Little-Acorn
12-07-2011, 03:59 PM
Check out the two competing quotes. Note the dates... and the sources.
(from "Best of the Web Today" by James Taranto at http://opinionjournal.com)
"Theodore Roosevelt has now brought out and matured his doctrine of Socialism. . . . We have called it super-Socialism. . . . The trouble is that after a little there would be nothing to confiscate. And that is the vice, the hollowness, the sham of Mr. Roosevelt's Socialist doctrine. . . . The American people are far too intelligent, they have too much common sense to be deluded by the shallow sophistries of the Roosevelt Socialism. But the Colonel had to do something, his party was going to pieces."
--editorial, New York Times, Sept. 30, 1913
"Mr. Obama spoke in the same town where Theodore Roosevelt issued his call for a square deal in 1910. In demanding 'a new nationalism,' Roosevelt supported strong government oversight of business, a 'graduated income tax on big fortunes,' an inheritance tax and the primacy of labor over capital. For that, he was called a socialist and worse, as Mr. Obama observed, having endured the same. Mr. Obama was late to Roosevelt's level of passion and action on behalf of the middle class and the poor"
--editorial, New York Times, Dec. 7, 2011
I especially like the part where the second quote seems to criticize those people who called Teddy Roosevelt a Socialist way back then.
(from "Best of the Web Today" by James Taranto at http://opinionjournal.com)
"Theodore Roosevelt has now brought out and matured his doctrine of Socialism. . . . We have called it super-Socialism. . . . The trouble is that after a little there would be nothing to confiscate. And that is the vice, the hollowness, the sham of Mr. Roosevelt's Socialist doctrine. . . . The American people are far too intelligent, they have too much common sense to be deluded by the shallow sophistries of the Roosevelt Socialism. But the Colonel had to do something, his party was going to pieces."

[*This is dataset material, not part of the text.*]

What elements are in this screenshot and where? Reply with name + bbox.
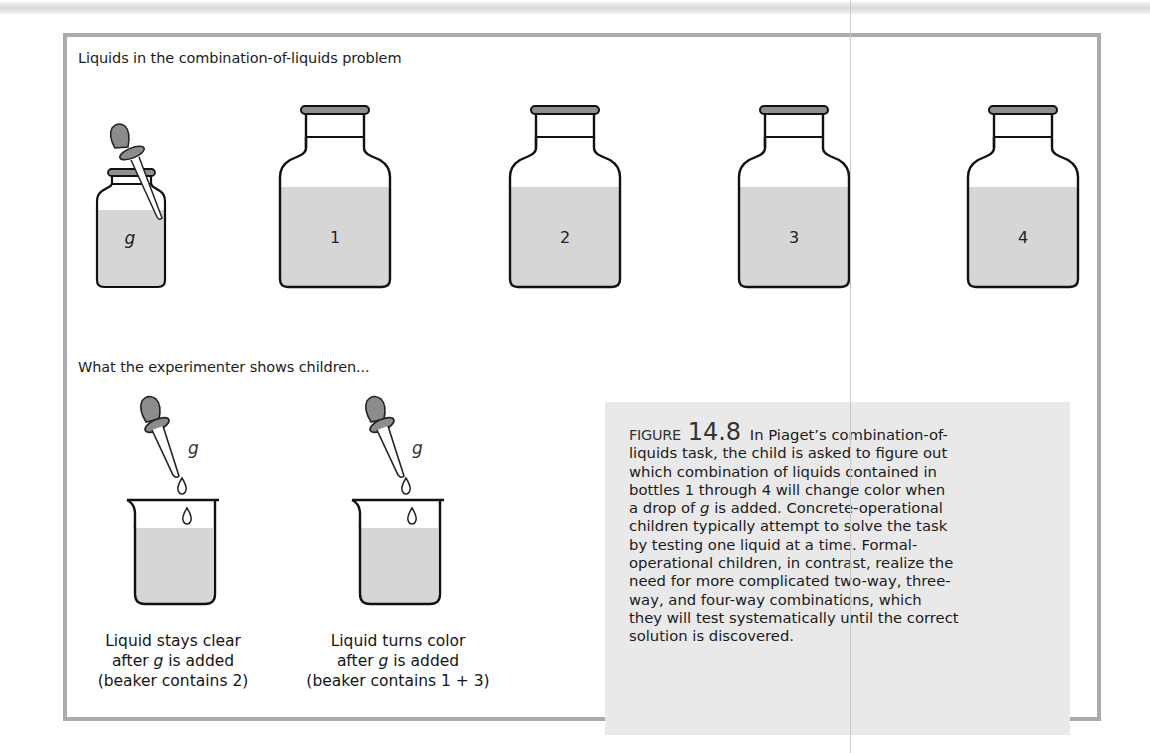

--editorial, New York Times, Sept. 30, 1913
"Mr. Obama spoke in the same town where Theodore Roosevelt issued his call for a square deal in 1910. In demanding 'a new nationalism,' Roosevelt supported strong government oversight of business, a 'graduated income tax on big fortunes,' an inheritance tax and the primacy of labor over capital. For that, he was called a socialist and worse, as Mr. Obama observed, having endured the same. Mr. Obama was late to Roosevelt's level of passion and action on behalf of the middle class and the poor"
--editorial, New York Times, Dec. 7, 2011
I especially like the part where the second quote seems to criticize those people who called Teddy Roosevelt a Socialist way back then.